The exclusive suggests the private equity firm and hedge fund-owned Co-op is among several bidders for the Sainsbury’s book.

One insider said the Co-op remains the frontrunner in the process, being run by Deloitte.

The move is significant, partly because it would herald Sainsbury’s Bank’s formal exit from the UK mortgage market after it ceased new lending in 2019.

The Co-operative Bank’s annual results out on 1 March are expected to show a further improvement in its fortunes, according to reports, bolstered by rising interest rates.

Over the first nine months of 2022, Co-op did total gross lending of £3.7bn. New business accounted for 60 per cent of this at £2.3bn was new business and the rest remortgages.

The vast majority of the bank’s new business is driven through its intermediary brand ‘Platform’.

A Co-op spokesman said: “We have communicated throughout 2022 that we remain conscious of mortgage margins and therefore have taken action to increase or decrease lending, in order to protect [those]. However, given the Bank’s strong capital position, management continually review opportunities to expand mortgage lending when economically viable.”

UK Finance figures confirm Co-op was the UK’s 11th biggest gross mortgage lender at £5.5bn in 2021 rising from £3.6bn in 2020.

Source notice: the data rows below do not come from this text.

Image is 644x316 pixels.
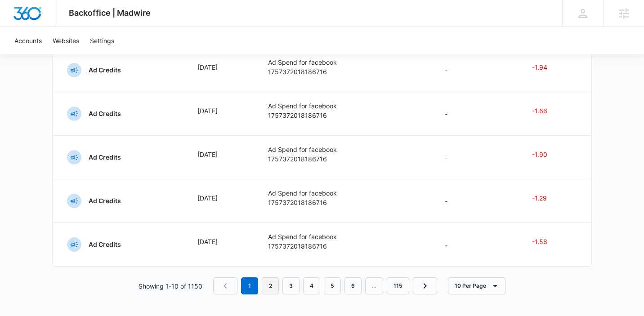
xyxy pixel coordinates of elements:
a: Page 5 [324,277,341,294]
p: -1.90 [532,149,577,159]
p: Ad Spend for facebook 1757372018186716 [268,232,351,251]
a: Websites [47,27,85,54]
p: Ad Credits [89,240,121,249]
p: Ad Credits [89,196,121,205]
p: Ad Credits [89,109,121,118]
p: -1.94 [532,62,577,72]
p: -1.66 [532,106,577,116]
p: Ad Credits [89,153,121,162]
a: Accounts [9,27,47,54]
a: Page 2 [262,277,279,294]
td: - [434,48,521,92]
em: 1 [241,277,258,294]
img: tab_domain_overview_orange.svg [24,52,32,59]
a: Next Page [413,277,437,294]
td: - [434,135,521,179]
p: [DATE] [197,106,247,116]
div: v 4.0.24 [25,15,44,22]
span: Backoffice | Madwire [69,8,151,18]
img: website_grey.svg [15,23,22,31]
p: [DATE] [197,62,247,72]
img: tab_keywords_by_traffic_grey.svg [89,52,97,59]
p: Ad Spend for facebook 1757372018186716 [268,145,351,163]
p: [DATE] [197,193,247,203]
p: Ad Credits [89,65,121,75]
a: Page 115 [387,277,409,294]
div: Domain Overview [34,53,81,59]
div: Keywords by Traffic [99,53,152,59]
p: Ad Spend for facebook 1757372018186716 [268,58,351,76]
button: 10 Per Page [448,277,505,294]
p: Showing 1-10 of 1150 [139,281,203,291]
img: logo_orange.svg [15,15,22,22]
p: -1.29 [532,193,577,203]
td: - [434,179,521,223]
a: Page 6 [344,277,361,294]
a: Page 4 [303,277,320,294]
a: Settings [85,27,119,54]
td: - [434,92,521,135]
nav: Pagination [213,277,437,294]
p: Ad Spend for facebook 1757372018186716 [268,101,351,120]
p: Ad Spend for facebook 1757372018186716 [268,188,351,207]
p: [DATE] [197,237,247,246]
td: - [434,223,521,266]
p: -1.58 [532,237,577,246]
a: Page 3 [283,277,300,294]
p: [DATE] [197,149,247,159]
div: Domain: [DOMAIN_NAME] [23,23,99,31]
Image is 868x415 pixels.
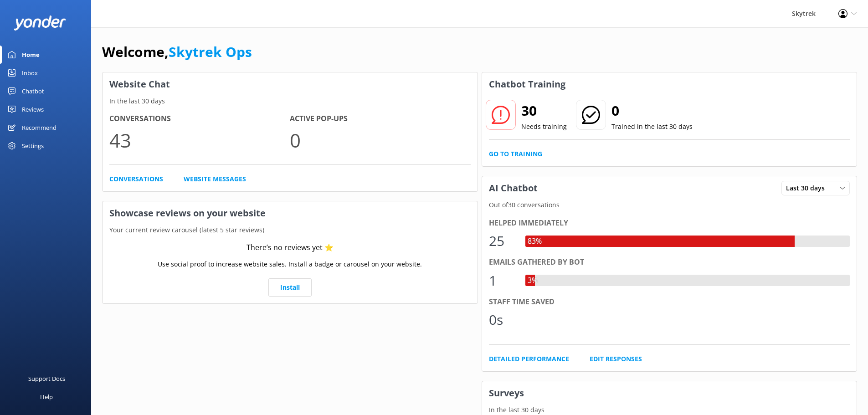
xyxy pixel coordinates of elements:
[22,119,56,136] div: Recommend
[109,125,290,155] p: 43
[483,405,858,415] p: In the last 30 days
[22,46,39,64] div: Home
[489,296,850,308] div: Staff time saved
[22,100,44,119] div: Reviews
[183,174,246,184] a: Website Messages
[22,64,37,82] div: Inbox
[22,136,44,155] div: Settings
[103,96,478,107] p: In the last 30 days
[290,113,470,125] h4: Active Pop-ups
[489,256,850,268] div: Emails gathered by bot
[612,122,693,132] p: Trained in the last 30 days
[483,177,544,200] h3: AI Chatbot
[28,369,65,388] div: Support Docs
[268,279,311,296] a: Install
[489,269,516,292] div: 1
[40,388,53,406] div: Help
[483,200,858,210] p: Out of 30 conversations
[521,100,567,122] h2: 30
[526,236,544,248] div: 83%
[489,308,516,331] div: 0s
[168,42,252,61] a: Skytrek Ops
[102,41,252,63] h1: Welcome,
[521,122,567,132] p: Needs training
[489,149,542,159] a: Go to Training
[22,82,44,100] div: Chatbot
[290,125,470,155] p: 0
[612,100,693,122] h2: 0
[103,225,478,235] p: Your current review carousel (latest 5 star reviews)
[14,16,66,31] img: yonder-white-logo.png
[103,201,478,225] h3: Showcase reviews on your website
[787,183,831,193] span: Last 30 days
[489,230,516,251] div: 25
[489,354,570,364] a: Detailed Performance
[489,217,850,229] div: Helped immediately
[526,275,540,287] div: 3%
[247,242,334,253] div: There’s no reviews yet ⭐
[109,174,163,184] a: Conversations
[103,72,478,96] h3: Website Chat
[483,381,858,405] h3: Surveys
[109,113,290,125] h4: Conversations
[158,259,422,269] p: Use social proof to increase website sales. Install a badge or carousel on your website.
[483,72,572,96] h3: Chatbot Training
[590,354,643,364] a: Edit Responses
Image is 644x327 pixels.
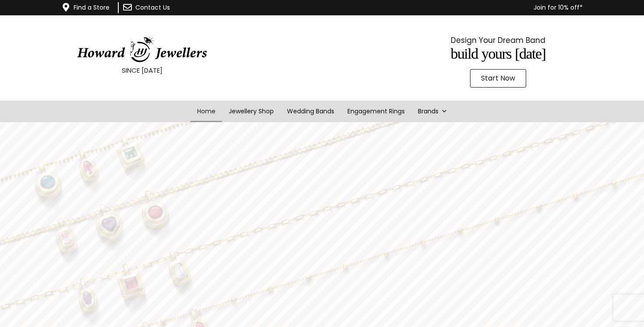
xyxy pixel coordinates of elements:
a: Brands [411,101,453,122]
a: Start Now [470,69,526,88]
a: Find a Store [73,3,110,12]
a: Wedding Bands [280,101,341,122]
p: Join for 10% off* [222,2,582,13]
span: Build Yours [DATE] [450,45,545,62]
img: HowardJewellersLogo-04 [76,36,207,63]
p: SINCE [DATE] [22,65,262,76]
a: Engagement Rings [341,101,411,122]
a: Home [191,101,222,122]
span: Start Now [481,75,515,82]
a: Contact Us [135,3,170,12]
a: Jewellery Shop [222,101,280,122]
p: Design Your Dream Band [378,34,618,47]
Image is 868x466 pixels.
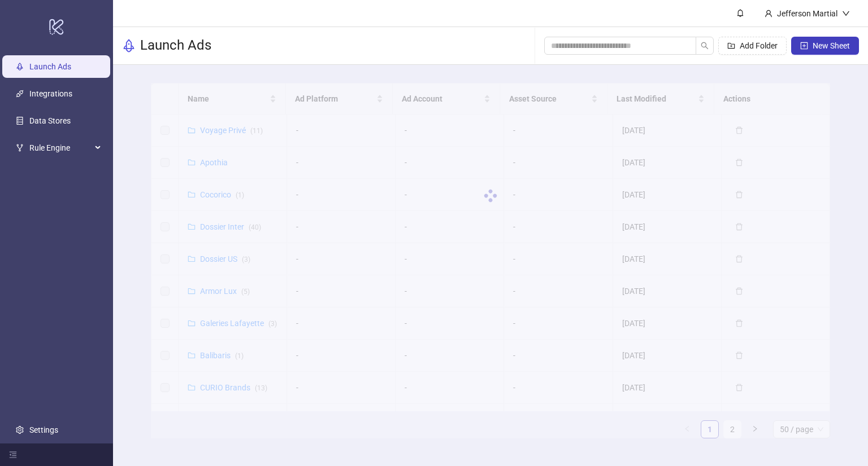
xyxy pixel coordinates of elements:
[701,42,709,50] span: search
[122,39,136,53] span: rocket
[773,7,842,20] div: Jefferson Martial
[29,116,71,125] a: Data Stores
[140,37,211,55] h3: Launch Ads
[765,10,773,18] span: user
[29,425,59,434] a: Settings
[736,9,744,17] span: bell
[16,144,24,152] span: fork
[29,63,71,71] a: Launch Ads
[719,37,786,55] button: Add Folder
[9,451,17,459] span: menu-fold
[813,41,850,51] span: New Sheet
[727,42,735,50] span: folder-add
[740,41,778,51] span: Add Folder
[791,37,859,55] button: New Sheet
[29,89,72,98] a: Integrations
[29,137,91,159] span: Rule Engine
[842,10,850,18] span: down
[800,42,808,50] span: plus-square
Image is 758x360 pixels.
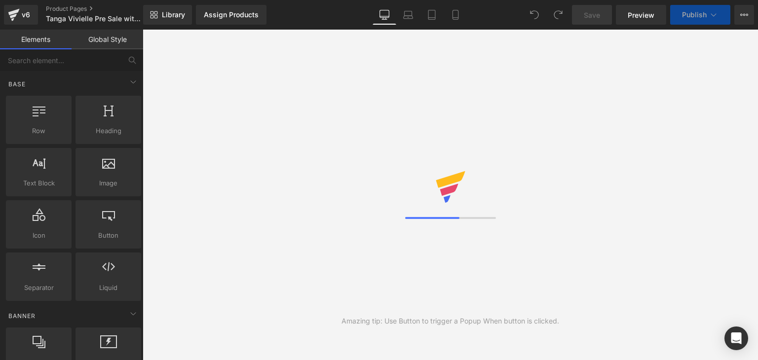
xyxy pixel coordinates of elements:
span: Separator [9,283,69,293]
span: Publish [682,11,707,19]
div: Open Intercom Messenger [725,327,748,350]
span: Base [7,79,27,89]
button: Publish [670,5,731,25]
a: v6 [4,5,38,25]
span: Banner [7,311,37,321]
div: Assign Products [204,11,259,19]
div: Amazing tip: Use Button to trigger a Popup When button is clicked. [342,316,559,327]
span: Text Block [9,178,69,189]
a: Laptop [396,5,420,25]
a: Tablet [420,5,444,25]
a: Preview [616,5,666,25]
button: Undo [525,5,544,25]
a: Product Pages [46,5,159,13]
span: Row [9,126,69,136]
span: Icon [9,231,69,241]
div: v6 [20,8,32,21]
span: Heading [78,126,138,136]
span: Liquid [78,283,138,293]
span: Library [162,10,185,19]
span: Save [584,10,600,20]
a: New Library [143,5,192,25]
button: Redo [548,5,568,25]
a: Desktop [373,5,396,25]
span: Tanga Vivielle Pre Sale with costs [46,15,141,23]
button: More [735,5,754,25]
a: Mobile [444,5,467,25]
span: Preview [628,10,655,20]
a: Global Style [72,30,143,49]
span: Image [78,178,138,189]
span: Button [78,231,138,241]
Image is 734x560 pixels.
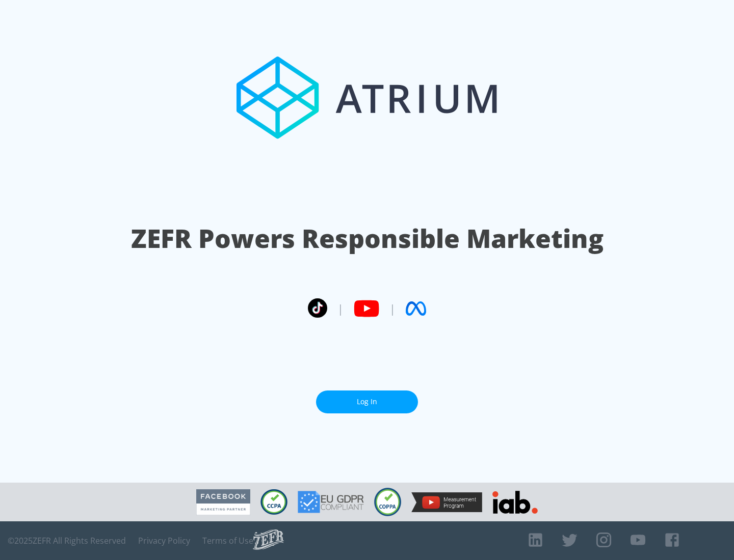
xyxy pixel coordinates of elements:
img: YouTube Measurement Program [411,492,482,512]
span: | [390,301,395,316]
img: COPPA Compliant [374,488,401,516]
img: Facebook Marketing Partner [196,489,250,515]
span: | [338,301,343,316]
a: Privacy Policy [138,535,190,546]
h1: ZEFR Powers Responsible Marketing [131,221,603,256]
a: Terms of Use [202,535,253,546]
span: © 2025 ZEFR All Rights Reserved [8,535,126,546]
img: IAB [492,491,538,514]
img: CCPA Compliant [261,489,287,515]
a: Log In [316,390,418,414]
img: GDPR Compliant [298,491,364,514]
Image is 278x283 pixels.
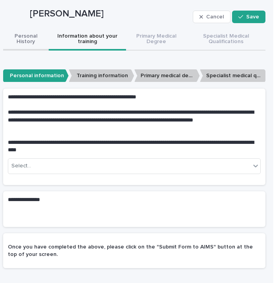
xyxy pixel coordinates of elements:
[69,69,134,82] p: Training information
[3,69,69,82] p: Personal information
[8,244,254,257] strong: Once you have completed the above, please click on the "Submit Form to AIMS" button at the top of...
[232,11,265,23] button: Save
[3,29,49,51] button: Personal History
[206,14,223,20] span: Cancel
[246,14,259,20] span: Save
[187,29,265,51] button: Specialist Medical Qualifications
[192,11,230,23] button: Cancel
[134,69,200,82] p: Primary medical degree
[30,8,189,20] p: [PERSON_NAME]
[126,29,187,51] button: Primary Medical Degree
[49,29,126,51] button: Information about your training
[11,162,31,170] div: Select...
[200,69,265,82] p: Specialist medical qualifications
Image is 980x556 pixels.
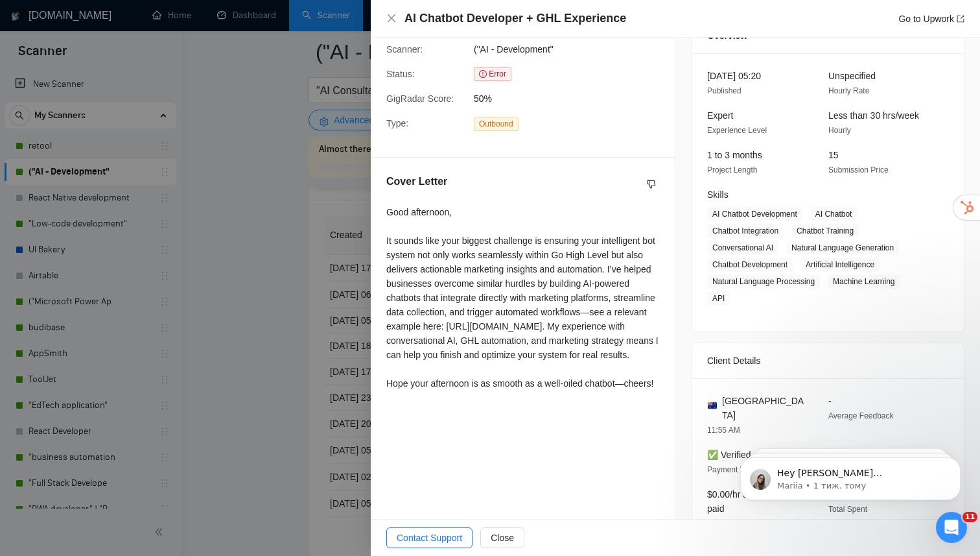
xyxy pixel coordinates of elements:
span: Conversational AI [707,240,779,255]
span: AI Chatbot Development [707,207,802,221]
span: Scanner: [386,44,423,55]
span: ("AI - Development" [474,44,554,55]
span: close [386,13,396,24]
h5: Cover Letter [386,174,447,189]
span: Hourly Rate [829,86,870,96]
span: 1 to 3 months [707,149,763,160]
span: Published [707,86,742,96]
button: dislike [644,176,659,192]
span: 50% [474,92,668,106]
span: export [956,15,965,23]
div: Client Details [707,343,948,378]
span: 11:55 AM [707,425,740,434]
span: GigRadar Score: [386,94,454,104]
span: Unspecified [829,71,876,81]
span: [DATE] 05:20 [707,71,761,81]
span: Experience Level [707,126,767,135]
span: Skills [707,189,728,200]
span: Contact Support [396,530,462,545]
h4: AI Chatbot Developer + GHL Experience [405,10,627,27]
span: Close [491,530,514,545]
span: Average Feedback [829,411,895,420]
iframe: Intercom notifications повідомлення [721,430,980,521]
iframe: Intercom live chat [936,512,967,543]
span: Chatbot Training [792,223,859,238]
span: exclamation-circle [479,70,487,78]
span: Less than 30 hrs/week [829,110,919,121]
span: Artificial Intelligence [801,258,880,272]
span: 11 [963,512,977,522]
a: Go to Upworkexport [899,13,965,24]
span: Payment Verification [707,465,778,474]
span: Error [474,67,512,81]
span: - [829,395,832,406]
span: [GEOGRAPHIC_DATA] [722,393,808,422]
span: Chatbot Development [707,258,793,272]
span: Natural Language Processing [707,275,820,289]
img: 🇦🇺 [707,401,717,410]
span: Natural Language Generation [786,240,899,255]
button: Contact Support [386,527,473,548]
span: Outbound [474,117,518,131]
span: Machine Learning [828,275,900,289]
span: $0.00/hr avg hourly rate paid [707,489,803,514]
span: Submission Price [829,165,889,174]
span: Hourly [829,126,851,135]
span: Expert [707,110,733,121]
span: API [707,291,730,306]
span: Status: [386,69,415,79]
button: Close [386,13,396,24]
div: Good afternoon, It sounds like your biggest challenge is ensuring your intelligent bot system not... [386,205,659,390]
span: 15 [829,149,839,160]
span: Type: [386,118,408,129]
span: ✅ Verified [707,450,751,460]
span: Chatbot Integration [707,223,783,238]
span: dislike [648,179,656,189]
button: Close [481,527,524,548]
span: Project Length [707,165,757,174]
span: AI Chatbot [810,207,858,221]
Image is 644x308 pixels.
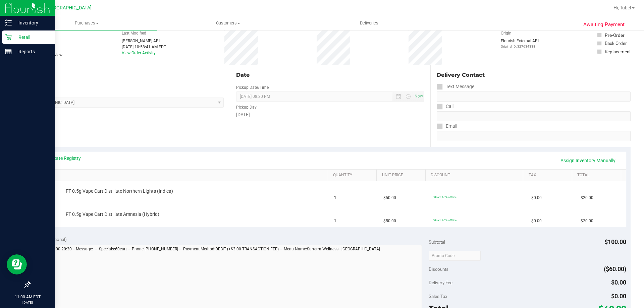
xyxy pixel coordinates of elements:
div: Date [236,71,424,79]
span: Sales Tax [429,294,447,299]
a: Discount [431,173,520,178]
span: $0.00 [531,218,541,224]
div: Location [30,71,224,79]
label: Last Modified [122,30,146,36]
span: 60cart: 60% off line [432,218,456,222]
span: 60cart: 60% off line [432,195,456,199]
label: Pickup Day [236,104,256,110]
span: Subtotal [429,239,445,245]
a: Customers [157,16,298,30]
inline-svg: Reports [5,48,12,55]
label: Call [437,102,453,111]
p: Reports [12,48,52,55]
span: FT 0.5g Vape Cart Distillate Amnesia (Hybrid) [66,211,159,217]
a: Assign Inventory Manually [556,155,620,166]
a: View State Registry [41,155,81,162]
input: Format: (999) 999-9999 [437,91,630,102]
div: Pre-Order [605,32,624,38]
div: [DATE] 10:58:41 AM EDT [122,44,166,50]
inline-svg: Inventory [5,19,12,26]
span: $20.00 [580,195,593,201]
a: Quantity [333,173,374,178]
span: 1 [334,218,336,224]
span: $20.00 [580,218,593,224]
span: FT 0.5g Vape Cart Distillate Northern Lights (Indica) [66,188,173,194]
p: Inventory [12,19,52,27]
label: Text Message [437,82,474,91]
span: Purchases [16,20,157,26]
span: Delivery Fee [429,280,452,285]
a: Purchases [16,16,157,30]
div: Back Order [605,40,626,47]
span: $100.00 [604,238,626,245]
span: $50.00 [383,195,396,201]
span: Awaiting Payment [583,21,624,29]
div: Flourish External API [501,38,539,49]
span: Discounts [429,263,448,275]
label: Origin [501,30,511,36]
span: $0.00 [611,279,626,286]
span: [GEOGRAPHIC_DATA] [46,5,91,11]
a: Unit Price [382,173,423,178]
span: ($60.00) [603,266,626,272]
span: 1 [334,195,336,201]
p: [DATE] [3,300,52,305]
inline-svg: Retail [5,34,12,41]
a: Deliveries [298,16,440,30]
a: SKU [40,173,325,178]
p: Original ID: 327634338 [501,44,539,49]
input: Format: (999) 999-9999 [437,111,630,121]
div: [PERSON_NAME] API [122,38,166,44]
a: View Order Activity [122,51,156,55]
input: Promo Code [429,251,480,261]
span: $50.00 [383,218,396,224]
span: Deliveries [351,20,387,26]
a: Tax [529,173,569,178]
div: Replacement [605,48,630,55]
div: Delivery Contact [437,71,630,79]
span: Hi, Tube! [613,5,631,10]
label: Email [437,121,457,131]
span: Customers [158,20,298,26]
p: Retail [12,33,52,41]
a: Total [577,173,618,178]
div: [DATE] [236,111,424,118]
p: 11:00 AM EDT [3,294,52,300]
span: $0.00 [611,293,626,300]
span: $0.00 [531,195,541,201]
iframe: Resource center [7,254,27,274]
label: Pickup Date/Time [236,85,268,91]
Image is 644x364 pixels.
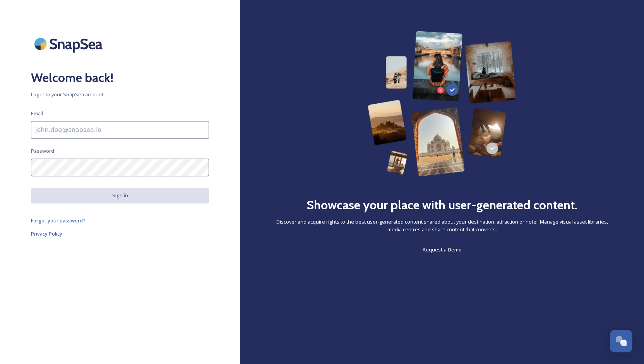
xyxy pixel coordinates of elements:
[31,110,43,117] span: Email
[31,230,62,237] span: Privacy Policy
[306,195,578,214] h2: Showcase your place with user-generated content.
[31,188,209,203] button: Sign in
[31,229,209,238] a: Privacy Policy
[31,147,54,155] span: Password
[31,217,86,224] span: Forgot your password?
[610,330,633,352] button: Open Chat
[31,216,209,225] a: Forgot your password?
[31,68,209,87] h2: Welcome back!
[423,246,462,253] span: Request a Demo
[368,31,517,177] img: 63b42ca75bacad526042e722_Group%20154-p-800.png
[31,31,108,56] img: SnapSea Logo
[31,91,209,98] span: Log in to your SnapSea account
[31,121,209,139] input: john.doe@snapsea.io
[271,218,613,233] span: Discover and acquire rights to the best user-generated content shared about your destination, att...
[423,245,462,254] a: Request a Demo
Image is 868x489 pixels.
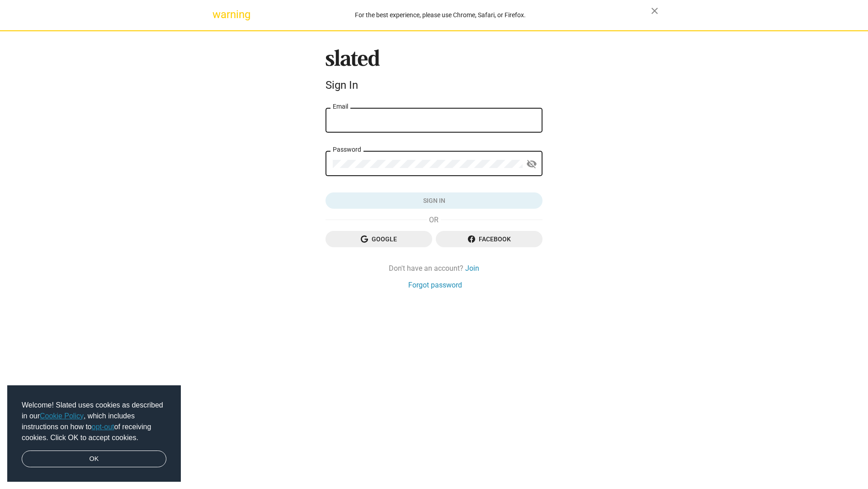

A review in 2019 by Mark Zemler, a former IMF official, into the mutual’s longstanding issues which arose between 2008 and 2013 resulting in near collapse, concluded the Financial Services Authority (the previous regulator) had failed across multiple fronts in its regulation of the business.

Following the credit crunch, on 29 April 2009, Britannia members voted overwhelmingly to become part of Co-operative Financial Services and the Co-Op’s chairman from 2010 to 2013 was later banned by the FCA for inappropriate behaviour including sending sexually explicit messages and discussing illegal drugs using his work email account.

Zelmer found the FSA missed several chances to examine the bank in greater detail, particularly around its purchase of the beleaguered Britannia Building Society.